HPG-13: Winter Weather Route Response Optimization for the City of Bellevue
Division | Department: Traffic Engineering | Transportation
City Project Lead: Daniel Lai
Faculty: Patty Buchanan
UW Department: Industrial and Systems Engineering
Quarters: Winter and Spring 2019
The ability to automatically and quickly locate the geographic location of a city-owned vehicle could provide benefit to resource management, more rapid deployment of emergency vehicles, and/or more timely issue resolution. Automatic vehicle locator technology could also increase efficiency of fleet operations, reduce vehicle downtime, and enhance worker safety. Students will assess existing challenges, evaluate best practices/available options, identify potential costs, and develop recommendations for implementation.
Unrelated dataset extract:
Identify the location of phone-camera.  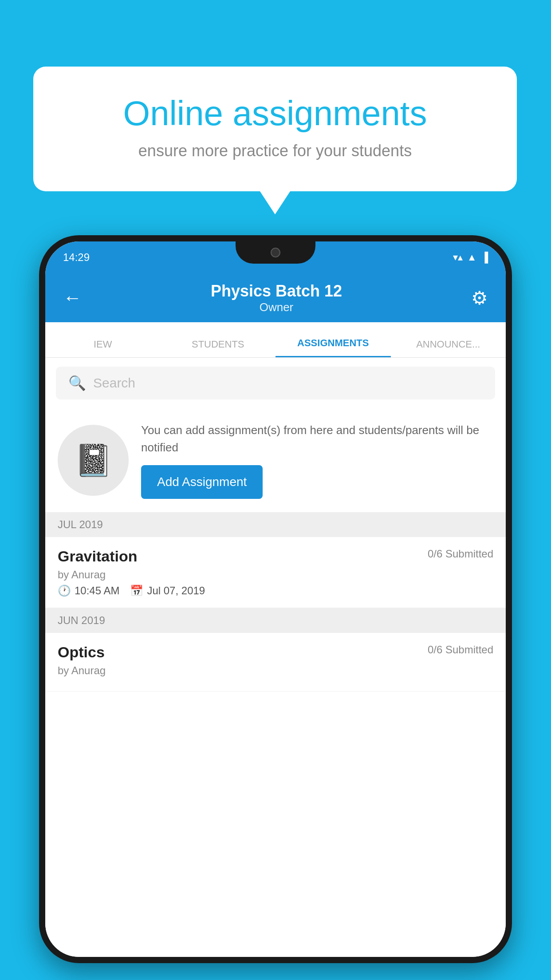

HPG-14: Applying the Community Nursing Practice Model to the Bellevue Fire Department’s Public Health Outreach
Division | Department: Community Liaison | Fire Department
City Project Lead: Heather Wong
Faculty: Annie Bruck
School of Nursing and Health Studies, UW Bothell
Quarter: Winter 2019
Building on work done to prepare for Fire Department re-accreditation, prepare outreach strategies using Community Risk Reduction (CRR) for our most at-risk populations. This effort would identify the risk factors, most effective engagement strategies, and resources. Additional information regarding CRR best practices can be found here. The Bellevue Fire Department’s CRR visualization tool can be found here.
HPG-22: Improving Emergency Communications with Limited-English-Proficiency (LEP) Chinese- and Russian-Speaking Communities
Division | Department: Office of Emergency Management | Fire Department
City Project Lead: Ellen Montañana
Faculty: Hendrika Meischke
UW Department: Health Services
Quarters: Winter and Spring 2019
Effective and efficient communications with the public are critical following an emergency or disaster. However, sharing this life safety information is not helpful for individuals with Limited English Proficiency (LEP) who cannot understand everything being said. To address this issue, the Washington State Legislature approved RCW 38.52.070, which requires that all emergency communications be shared in languages spoken by significant portions of the jurisdiction’s population. This law seeks to ensure all residents can receive life safety information following a disaster and are able to take necessary actions to protect themselves and their families. The city would benefit from research regarding which languages are most frequently used and should be translated for Bellevue, strategies for communicating effectively with non-English speaking populations during emergencies, and the development of stronger relationships with local non-English speaking communities.
HPG-30: User-Centered Design Research and Recommendations for the City of Bellevue’s Public Website
Division | Department: Information Technology
City Project Lead: Enzhou Wang
Faculty: Mark Chen
UW Department: Interactive Media Design, UW Bothell
Quarter: Fall 2018
This project will dive into qualitative research methods for understanding users and user behaviors as part of user-centered design. In the quarter-long research project, students will work with City of Bellevue to conduct user research for the City website. The students will develop user personas based on resident demographics and user research. Students will also identify key user scenarios and develop current and desired user journey maps. The project culminates with a detailed report showcasing the research findings and suggesting design solutions to improve and enhance the digital experience of Bellevue residents and visitors.